This conceptual framework guides the creation of logical architecture.
Logical design translates conceptual requirements into a technical blueprint showing logical components and their interactions.
Logical domain design must specify:
Number of Management and Workload Domains
Segmentation of environments:
Production
Non-Production
UAT
Lab or development
Logical domains support workload isolation, governance, and lifecycle independence.
Designing Supervisor includes:
Selecting which vSphere clusters will be enabled for Kubernetes
Allocating resources for the Supervisor control plane
Determining how workloads will consume resources
Designing the Namespace hierarchy:
Per application team
Per environment
Per project or business unit
Namespaces enforce resource limits and access policies.
Design considerations:
Size of control plane nodes
Number and size of worker nodes
K8s versioning strategy and how upgrades will be performed
Load-balancing architecture for:
Public ingress
East–west traffic
API endpoints
Logical design must align TKCs with organizational structure and workload patterns.

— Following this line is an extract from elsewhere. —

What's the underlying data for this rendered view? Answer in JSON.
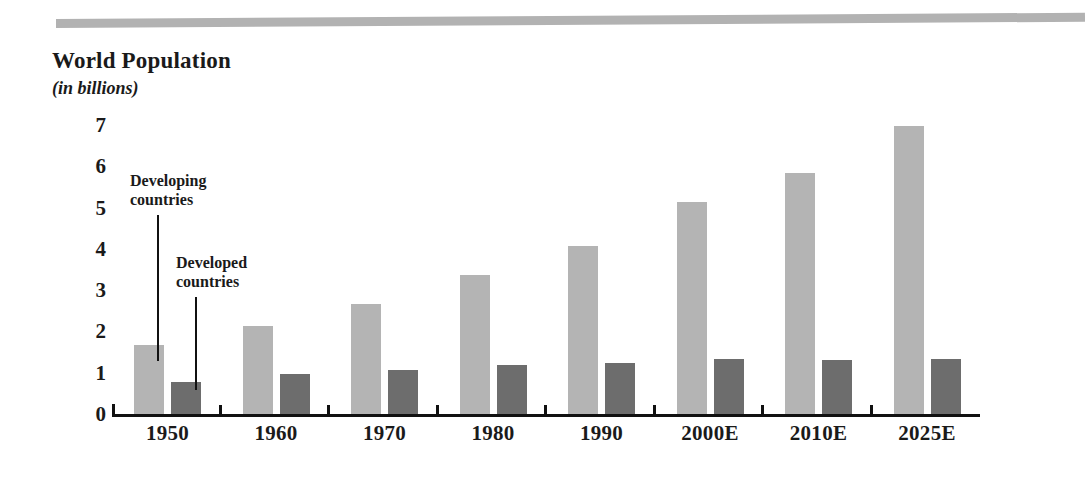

Logical network design includes:
Required segments for:
Management
vMotion
vSAN
Overlay networks
Workload and application traffic
NSX architecture:
Tier-0 gateways
Tier-1 gateways
Routing model (BGP, static routes)
Kubernetes CIDR selections:
Pod CIDR
Service CIDR
Avoiding overlap with corporate networks
Logical networking is crucial for scalability and connectivity.
Physical compute design determines the amount and type of hardware needed.
Factors include:
CPU and RAM capacity
NUMA alignment for large VMs
Hardware capabilities for vSAN ESA (NVMe drives)
Required density of VMs and Kubernetes pods
Sizing must accommodate peak workload usage and growth projections.
Key rules:
Minimum of 4–5 hosts per cluster for vSAN + HA stability
Capacity for N+1 or N+2 host failures
Reserve capacity for maintenance operations
Align cluster sizes with workload segmentation for performance and governance
Compute design directly affects cost, resilience, and lifecycle operations.
Physical storage design defines how capacity, performance, and resilience will be delivered.
Depending on vSAN architecture:
OSA – disk groups with cache and capacity disks
ESA – tiered device architecture optimized for NVMe
Initial capacity requirements
1–3 year growth forecast
Overhead for failures-to-tolerate (FTT) policy
Space for rebuild operations
Policies should be tailored to workload types:
High-performance workloads may use:
Higher FTT
Higher stripe width
Capacity-optimized workloads may use:
Thin provisioning
Lower redundancy levels
StorageClasses correspond to vSphere Storage Policies
PVCs are backed by First-Class Disks (FCDs) in vSphere
Ensures consistent storage behavior across clusters
Network physical design ensures that logical networks are supported by robust physical infrastructure.
Key considerations:
Uplink count and bandwidth
VLAN mapping
Management
vMotion
vSAN
Overlay transport (NSX)
Kubernetes networks
Leaf–spine considerations
ECMP routing
MTU configuration (jumbo frames required for NSX/vSAN performance)
Redundancy and multipathing
LACP bundles
Dual ToR switches
Resilient edge connectivity
Network physical design ensures availability, throughput, and scalability.
Every architectural decision must be documented clearly. For each decision, include:
Decision
Justification
Impacts
Risks and Mitigations
Risk: Reduced isolation
Mitigation: Strict RBAC and Namespace governance
This ensures transparency and alignment across stakeholders.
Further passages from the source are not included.